UMC Candidacy Questions: My Beliefs

As a part of the candidacy process for ordination in the United Methodist Church one is required to type up and submit answers to a number of different questions and prompts. As I approach my meeting with the District Committee on Ordained Ministry on Thursday, February 23, I will be posting a few of my responses here. The third of these responses (and the last one I intend to post on this blog) follows, below.  ¶ 311.2.a.iii Write about your beliefs as a Christian.

I believe that the God who created all things took on flesh and walked the earth in the person of Jesus Christ. I believe that Jesus is the Word of God, the fulfillment of the Old Testament’s history of Israel, the full enactment of God’s faithfulness to the promises he made to his people, the assertion of God’s Reign on earth. I believe that Jesus displays the power and the wisdom of God in the weakness and foolishness of his death on the cross. I believe that Jesus’ innocence, his faithful obedience, was affirmed when he rose from the dead. I believe that in Jesus’ death and resurrection sin was defeated and death itself died. I believe that God has poured out his Holy Spirit on the whole world to bear witness to this Good News about what God has done in Jesus.

I believe that God has called-out the church to be witnesses of these things —- to partner with him in the sharing of this News and in the performance of this Reign through the power of the Holy Spirit. I believe that to bear witness to Jesus as Lord means to renounce all other lords as ultimately false and to follow after his pattern of Lordship by feeding the hungry, giving drink to the thirsty, showing hospitality to strangers, clothing the naked, and visiting the sick and imprisoned. I believe that living life towards this God who has come to love us his enemies in the person of Jesus means to live by a similarly radical kind of love toward God, toward neighbor, and toward our own enemies. I believe that holiness is becoming consumed by this kind of love, overwhelmed by its fulness and completeness, and graciously perfected and overcome by its practice. I believe that the Holy Spirit works on us through certain ‘means of grace’, central among them being the practice of baptism, whereby the church welcomes one into its covenant community of worship and witness, and holy communion, whereby the church takes up particular discrete acts of Jesus, gives thanks to God through them, breaks bread to remember what Christ has done for us and to rehearse for the Wedding Supper of the Lamb, and shares a common table as an act of holy hospitality and as spiritual food to empower our ongoing worship and witness. I believe that to follow after this Jesus, to walk on his way, is the only good and true and beautiful way to live, the only genuinely, fully and originally human way to be.

I believe that the same Jesus will one day bring his Reign into its fulness, at which point we will answer for our sins, but he will wipe away our tears, make all things new, and come to dwell fully and completely with humankind in a New Earth. I believe that whatever this looks like, however God freely determines to wrap this whole drama up, it will be Good, and Holy, and Righteous, and True. And I believe that living our lives together and with the fellowship of the Holy Spirit between the resurrection of Jesus and the resurrection of all things that his own resurrection foretells is what gives us the courage to live counterintuitive lives of faithfully hopeful love as described above.
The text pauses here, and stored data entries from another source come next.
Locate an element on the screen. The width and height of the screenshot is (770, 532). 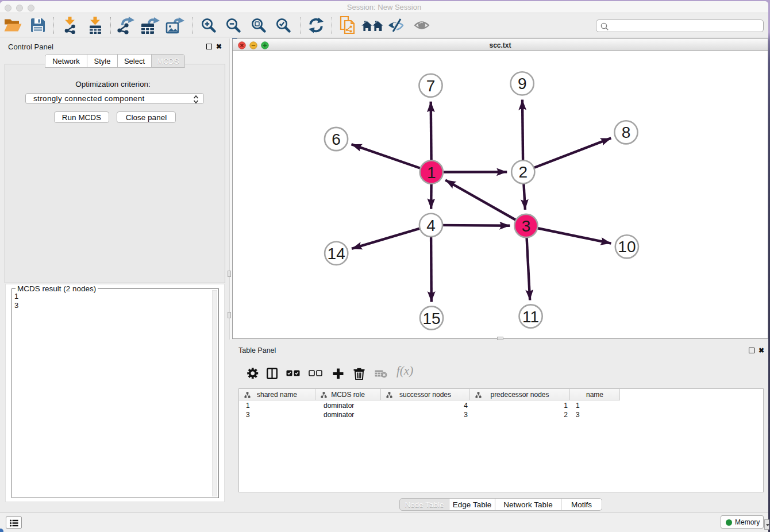
svg-text: 1 is located at coordinates (432, 172).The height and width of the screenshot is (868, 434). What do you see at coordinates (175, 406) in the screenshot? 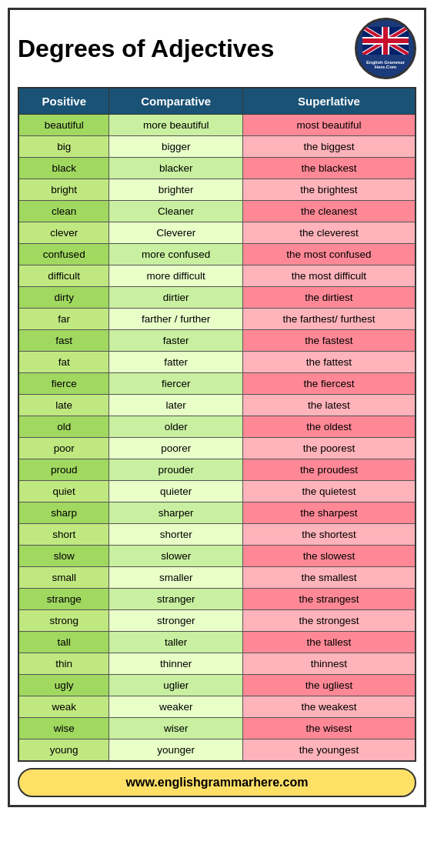
I see `cell-comparative: later` at bounding box center [175, 406].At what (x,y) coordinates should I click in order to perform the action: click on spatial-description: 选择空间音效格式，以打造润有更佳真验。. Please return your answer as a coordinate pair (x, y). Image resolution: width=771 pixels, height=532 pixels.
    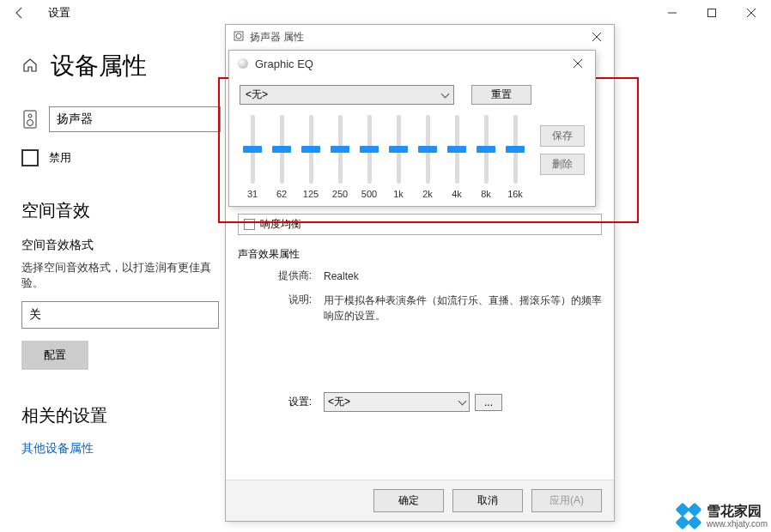
    Looking at the image, I should click on (120, 275).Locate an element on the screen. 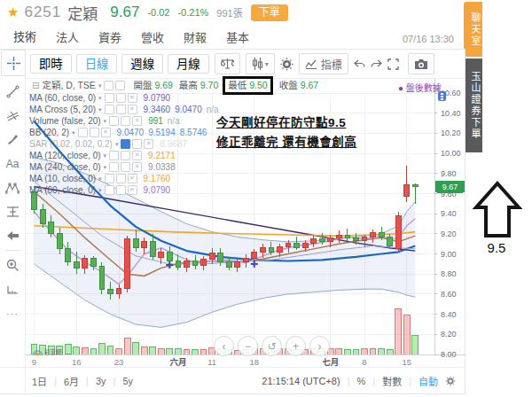  interval-realtime-button: 即時 is located at coordinates (51, 64).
Worship and Scripture: Three Theses

1. For Christians, Holy Scripture is that vehicle through which God makes his Word contemporary to us. Therefore any worship service claiming to be both Christian and contemporary must be organized around and composed largely of read, sung and otherwise embodied/enacted direct engagements with Scripture. 2. For Christians, Holy Scripture is the story of God's tradition of saving his people and establishing his reign on earth. Therefore any worship service claiming to be both Christian and traditional must be organized around and composed largely of read, sung and otherwise embodied/enacted direct engagements with Scripture.

3. For Christians, Holy Scripture is the drama of God's condescension at Christmas and Good Friday as the means for the redemption and exaltation of Easter. Therefore any worship service claiming to be Christian at all must follow in the footsteps of Christ's humility - in other words, worship has to do with repentance in the character or capacity of crucifixion: and first of all my repentance, not yours or theirs.

Much more needs to be said about worship and scripture, but this is a start.

Which old, old story are we telling?

From an upcoming article by Michael Gorman, an excerpt of which was recently posted on his blog:

We become what we practice. Our liturgical habits make it possible, or not, to live and tell the story faithfully, even naturally, over time. Churches that dispense with the telling of the story, perhaps in the interest of sensitivity to “seekers,” will eventually have nothing identifiably Christian to say, either to themselves or to those seekers. But since everyone, and every community, needs a master story, a new one will fill the void, and the new master story will carry with it a new, and most likely alien, ethic and mission. The final consequence of this creedal amnesia will be that the church has nothing left to live for or, if necessary, to die for, that faithfully embodies the story of Jesus.

How we worship - what we do, say and proclaim - is of crucial importance. It is forming us either into Christians or syncretists.